I think a user-extensible hash table mechanism would be a win, and would be
easily implementable even in our non-flavorized system (surprise, surprise).
I have a few comments, though:

1. I don't think it's possible to let users write some form of hashing function
that generates = numbers for EQ objects.  There might be an arbitrarily long
time between computing the hash number and using it as an index into a vector,
in which countless objects may be transported or garbage collected.  This, of
course, entirely ignores the ugly mechanism that necessitates rehashing the
hash tables at the right time.  I would suggest that any hashing facility
involving EQ or EQL for some subset of Lisp objects be left to the system.  I
really don't think much functionality is lost this way, although I know it's
very easy to dream up examples which "need" such a feature.

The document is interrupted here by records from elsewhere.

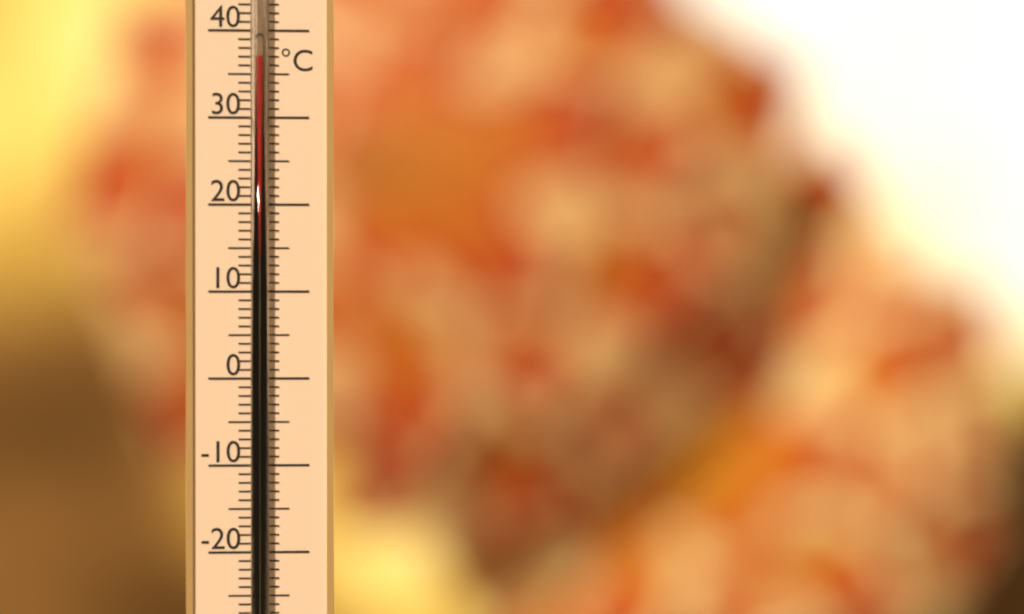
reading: 37 °C
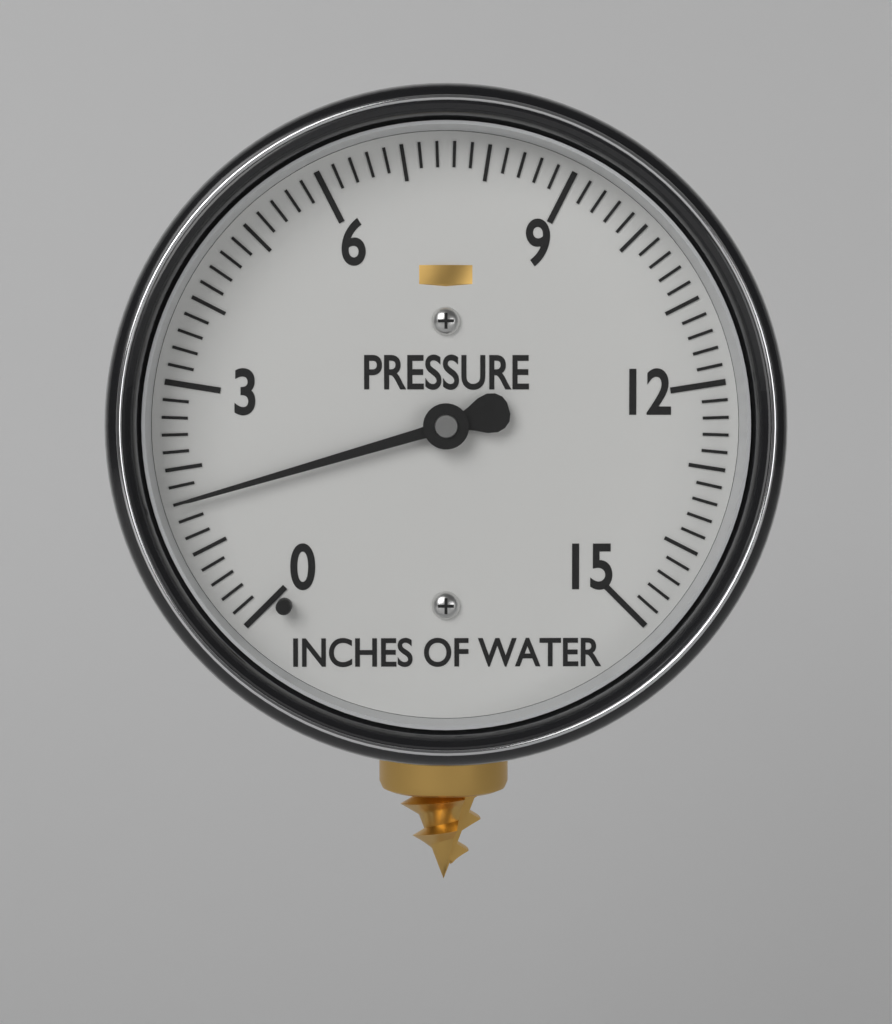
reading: 1.6 inches of water
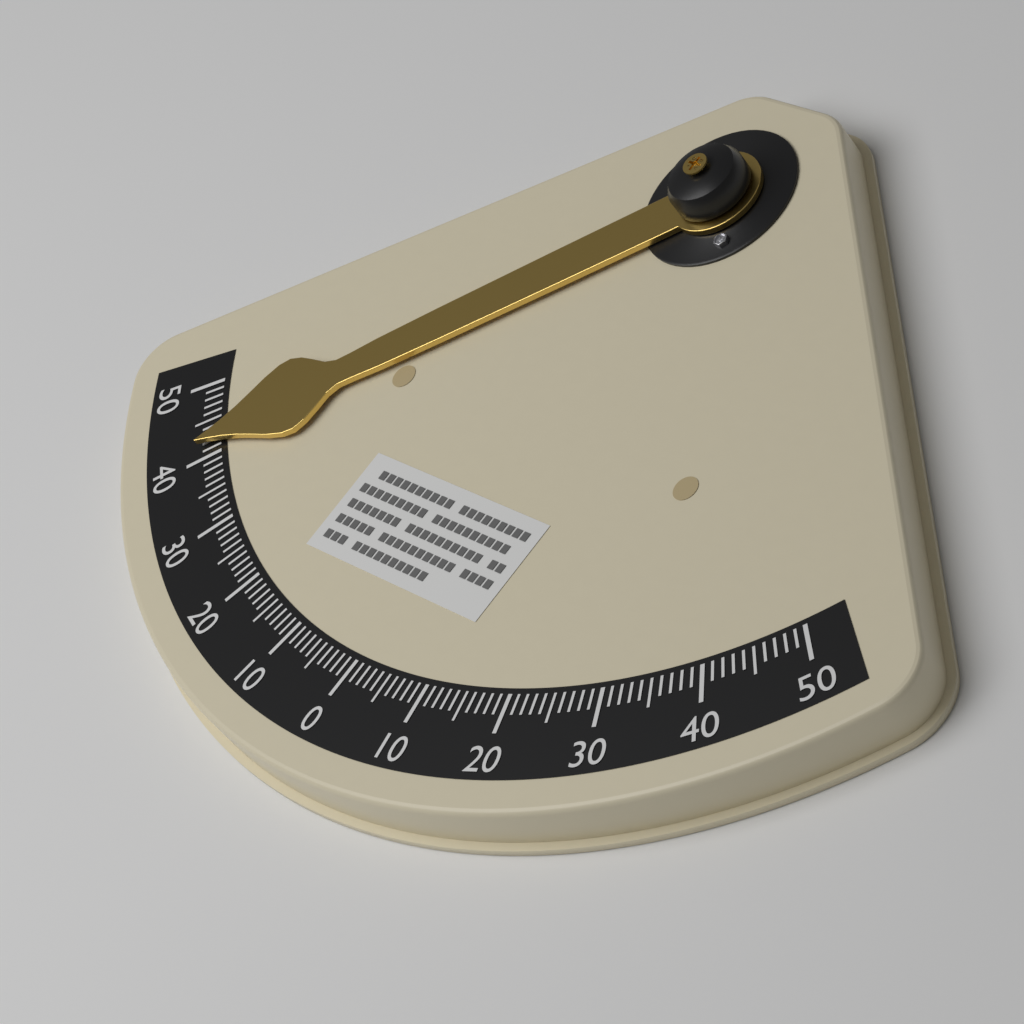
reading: -42 °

2. The user-supplied hashing function (why not call it :hash instead of
:equivalencing?) will probably want to avoid running into bignum arithmetic and
so forth.  The manual should at least mention this danger when describing this
feature.

3. Some implementations may have tense routines for computing a hash code for
certain objects.  String hashing is microcoded on the Perq, and assembly-coded
on other Spice Lisp-derived systems, for example.  A user can get to this
particular routine via SXHASH, but that might not be the case for other hash
functions.  Should all specialized, system-supplied, hashing functions be
implementation specific, and documented in the appropriate places?  I guess
that would work.

4. Regarding SXHASH on circular structures: Might there be optional arguments
to SXHASH to restrict the "length" and "depth" it will descend into an object?
These would default to some "reasonable" implementation-dependent values.  One
Spice Lisp application (a spelling checker that lives inside the editor) dives
straight into the microcode to compute the hash value of a substring.  This
extension to SXHASH would eliminate non-portabilities like that.